During the film’s screening at Cannes, over 200 individuals walked out, and nearly a dozen others fainted and required medical attention.[8] While Irreversible is very graphic, the movie uses music that increases and increases without leading toward a climax. Composed by Thomas Bangalter of Daft Punk, the film’s 28-hertz sound frequency was also potentially responsible for creating unease and, after an extended period of time, physical nausea in the film’s audience.
3 Breaking Dawn: Part 1
As the fourth film in the blockbuster Twilight series, Breaking Dawn: Part 1 earned over $700 million. While many fans of the franchise enjoyed the movie, it received negative reviews from almost everyone else. The film’s quality, however, is not the only reason why some people refrained from watching it.
A birth scene in Breaking Dawn: Part 1 features flashing white lights that caused seizures in numerous audience members.[9] One seizure involved moviegoers Brandon Gephart and Kelly Bauman. During the birth scene, Gephart began convulsing, snorting, and struggling to breathe. Gephart awoke on the floor of the theater and received emergency medical treatment.
2 Star Trek: The Motion Picture
Few people would associate the female orgasm with Star Trek. An instrument called the blaster beam was used in 1979 for the soundtrack of Star Trek: The Motion Picture to create a deep, booming sound for certain scenes. While recordings of the instrument make much less of an impact, played to a real audience, the instrument is said to have the capability to cause women to orgasm. During a 1990 concert in New York, the blaster beam was played and supposedly caused several women in the audience to climax.[10]
The blaster beam consists of a 3.7- to 5.5-meter-long (12–18 ft) metal beam that is strung with very taut wires. Underneath these wires, electric guitar pickups are mounted and can produce sound when moved. A person can play the instrument a number of different ways.
1 The Blair Witch Project
Released in 1999, The Blair Witch Project revolutionized horror movies. Shot on a shoestring budget of $60,000, the film made almost $250 million at the box office. The movie was unique because it was filmed as a documentary detailing events purported to have really occurred in the woods of Maryland rather than a contrived horror plot like many films in the genre before it.

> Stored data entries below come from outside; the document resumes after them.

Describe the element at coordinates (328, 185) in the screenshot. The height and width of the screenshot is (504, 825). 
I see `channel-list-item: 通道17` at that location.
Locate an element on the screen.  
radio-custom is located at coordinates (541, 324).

The jerky, handheld look of the footage resulted in a large number of audience members experiencing serious side effects. Many experienced cold sweats, dizziness, queasiness, and vomiting while watching The Blair Witch Project.[11] The regional director of Loews Cineplex Entertainment revealed that during the film’s theatrical run, at least one person arrived at each theater each month to request a refund because the movie made them sick.

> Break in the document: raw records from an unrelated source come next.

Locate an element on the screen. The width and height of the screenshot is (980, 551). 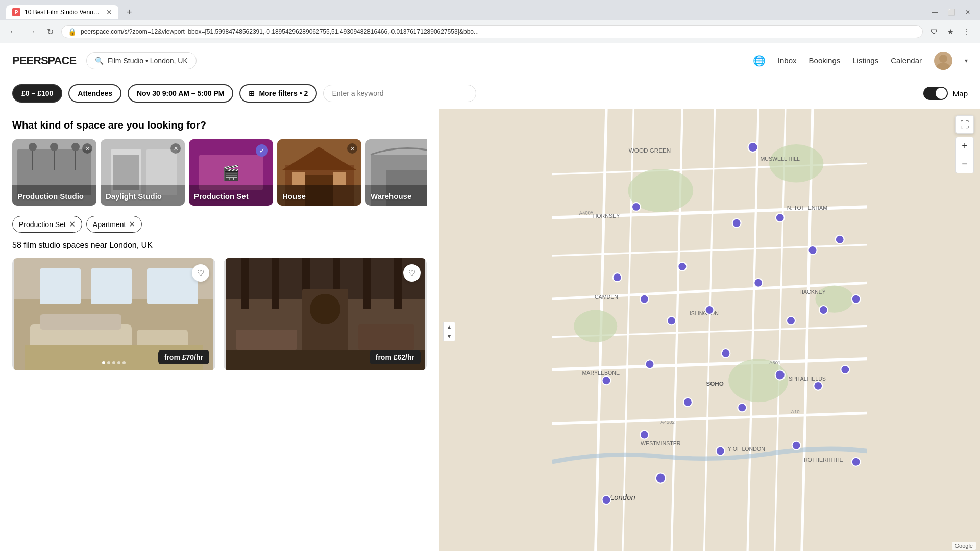
space-type-warehouse: Warehouse ✕ is located at coordinates (396, 172).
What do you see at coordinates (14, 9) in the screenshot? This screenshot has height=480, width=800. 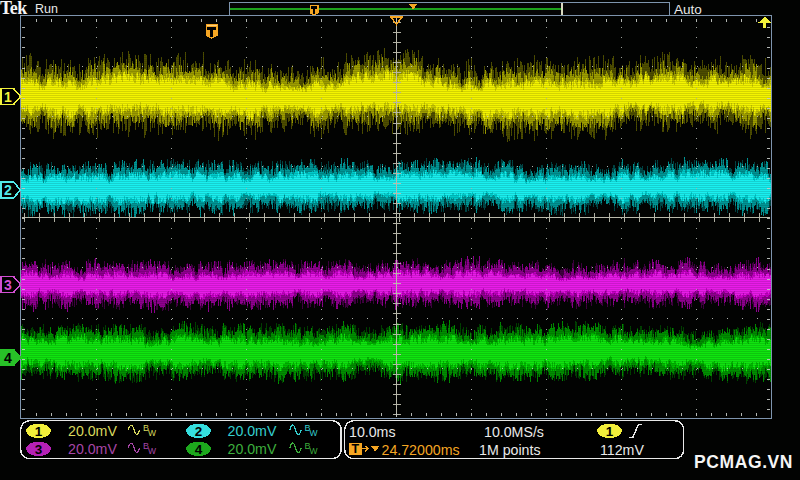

Blake Lynch was educated at New York University, the Institute of Contemporary of Arts in London, England, and the University of Pittsburgh School of Law. A professional freelance writer, Blake has regular columns for Diabolique, I Had Cancer, Irish Film Critic, Unseen 64, That’s Not Current, as well as appearances in many other magazines. His novel, The Dark Fires, is coming in the Spring of 2018 and his third book of poetry, The House of the Moon and Stars, will be available this fall.